So Detective Ralph Anderson makes the call to arrest him. Because Anderson is freaked out by the fact that his own son played Little League, Anderson decides to arrest Maitland in as public and humiliating a way as possible -- during a Little League game, with the stands packed.
A problem soon develops, however, as Maitland's lawyer and his own investigator discover: equally overwhelming evidence shows that Maitland was nowhere near Flint City at the time of the rape and murder.
Does Maitland have an accomplice? Did he try to commit the perfect crime? But if he tried to commit the perfect crime, why did he go out of his way to talk to witnesses before and after the murder while wearing a blood-soaked shirt? Why do the plethora of fingerprints and bloodstains suggest that he went out of his way to leave physical proof of his crime?
So begins The Outsider, Stephen King's new novel. This one is in many ways like a very detailed X-Files episode. No Mulder and Scully, but halfway through the novel Holly Gibney of King's Bill Hodges Trilogy (Mr. Mercedes, Finders Keepers, and End of Watch) will be called upon to fill the role of an outside investigator with experience when it comes to the paranormal.
For King the novel is pretty tight (it's 500 pages, so yeah, maybe there could be some trimming -- though I really only wished for more, not less). The details of the investigation are ably portrayed. The characterization is superb. It's a mash-up of the supernatural and the police procedural that works really well, perhaps in part because King practiced with End of Watch.
The novel also examines how good police can make catastrophic mistakes, as Ralph Anderson does with that initial public arrest. Anderson is the protagonist here, a good cop faced with something beyond his normal experience. Thankfully, brave, extremely intelligent Holly is there, a most unlikely Van Helsing, but an effective one. Her A/V presentation on what kind of thing they're facing is a miniature masterpiece of horror laced with unlikely comedy that rapidly turns to dread.
There are certainly derivative elements -- there are always in King, a master of synthesis far more than thesis. But the characterization and the pacing keep things going, along with some new (for King) locales. The climax is a dandy, another dark descent made by unlikely heroes in service of the light. Highly recommended.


• BRIEF: Tally up the lines below that contain the word "cell" and give the total alone.

• RECORDS FOR THIS TASK:
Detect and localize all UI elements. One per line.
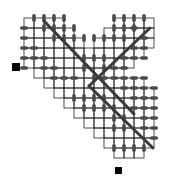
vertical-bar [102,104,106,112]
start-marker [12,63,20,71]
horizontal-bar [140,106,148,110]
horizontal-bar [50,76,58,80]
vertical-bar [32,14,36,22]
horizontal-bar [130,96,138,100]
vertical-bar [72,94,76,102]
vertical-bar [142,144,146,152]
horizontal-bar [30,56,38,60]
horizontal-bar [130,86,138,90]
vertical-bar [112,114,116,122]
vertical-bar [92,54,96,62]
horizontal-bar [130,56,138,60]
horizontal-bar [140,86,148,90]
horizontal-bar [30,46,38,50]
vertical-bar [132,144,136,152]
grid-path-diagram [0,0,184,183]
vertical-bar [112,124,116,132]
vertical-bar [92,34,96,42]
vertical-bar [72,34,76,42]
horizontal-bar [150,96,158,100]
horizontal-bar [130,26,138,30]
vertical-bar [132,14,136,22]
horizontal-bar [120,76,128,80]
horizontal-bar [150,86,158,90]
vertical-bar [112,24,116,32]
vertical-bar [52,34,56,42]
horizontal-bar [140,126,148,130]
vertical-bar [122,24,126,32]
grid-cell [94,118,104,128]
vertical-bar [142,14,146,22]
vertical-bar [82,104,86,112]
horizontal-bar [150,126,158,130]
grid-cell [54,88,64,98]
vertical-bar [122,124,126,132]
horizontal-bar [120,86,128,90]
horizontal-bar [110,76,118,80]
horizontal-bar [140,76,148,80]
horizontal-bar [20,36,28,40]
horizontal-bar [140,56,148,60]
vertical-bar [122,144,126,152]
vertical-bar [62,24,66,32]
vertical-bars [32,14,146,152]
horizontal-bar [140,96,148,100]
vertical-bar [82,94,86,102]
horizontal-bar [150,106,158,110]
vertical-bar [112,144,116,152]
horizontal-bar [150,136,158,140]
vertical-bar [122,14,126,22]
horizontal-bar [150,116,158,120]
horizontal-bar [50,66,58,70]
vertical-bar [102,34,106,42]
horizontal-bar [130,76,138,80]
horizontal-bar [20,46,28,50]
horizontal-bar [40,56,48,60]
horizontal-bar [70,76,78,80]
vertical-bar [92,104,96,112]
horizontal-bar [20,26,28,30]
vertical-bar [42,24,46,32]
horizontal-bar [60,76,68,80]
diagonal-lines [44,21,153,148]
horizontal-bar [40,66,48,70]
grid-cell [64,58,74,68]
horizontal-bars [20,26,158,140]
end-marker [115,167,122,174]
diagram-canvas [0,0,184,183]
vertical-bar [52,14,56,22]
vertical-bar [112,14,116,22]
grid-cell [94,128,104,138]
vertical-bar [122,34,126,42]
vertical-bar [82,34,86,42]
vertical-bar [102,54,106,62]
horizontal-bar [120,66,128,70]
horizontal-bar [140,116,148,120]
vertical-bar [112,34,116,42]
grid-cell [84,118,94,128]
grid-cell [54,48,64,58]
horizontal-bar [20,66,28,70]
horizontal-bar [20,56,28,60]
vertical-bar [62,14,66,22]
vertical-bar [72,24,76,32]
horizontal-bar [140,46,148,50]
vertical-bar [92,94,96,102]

• WRITTEN ANSWER: 6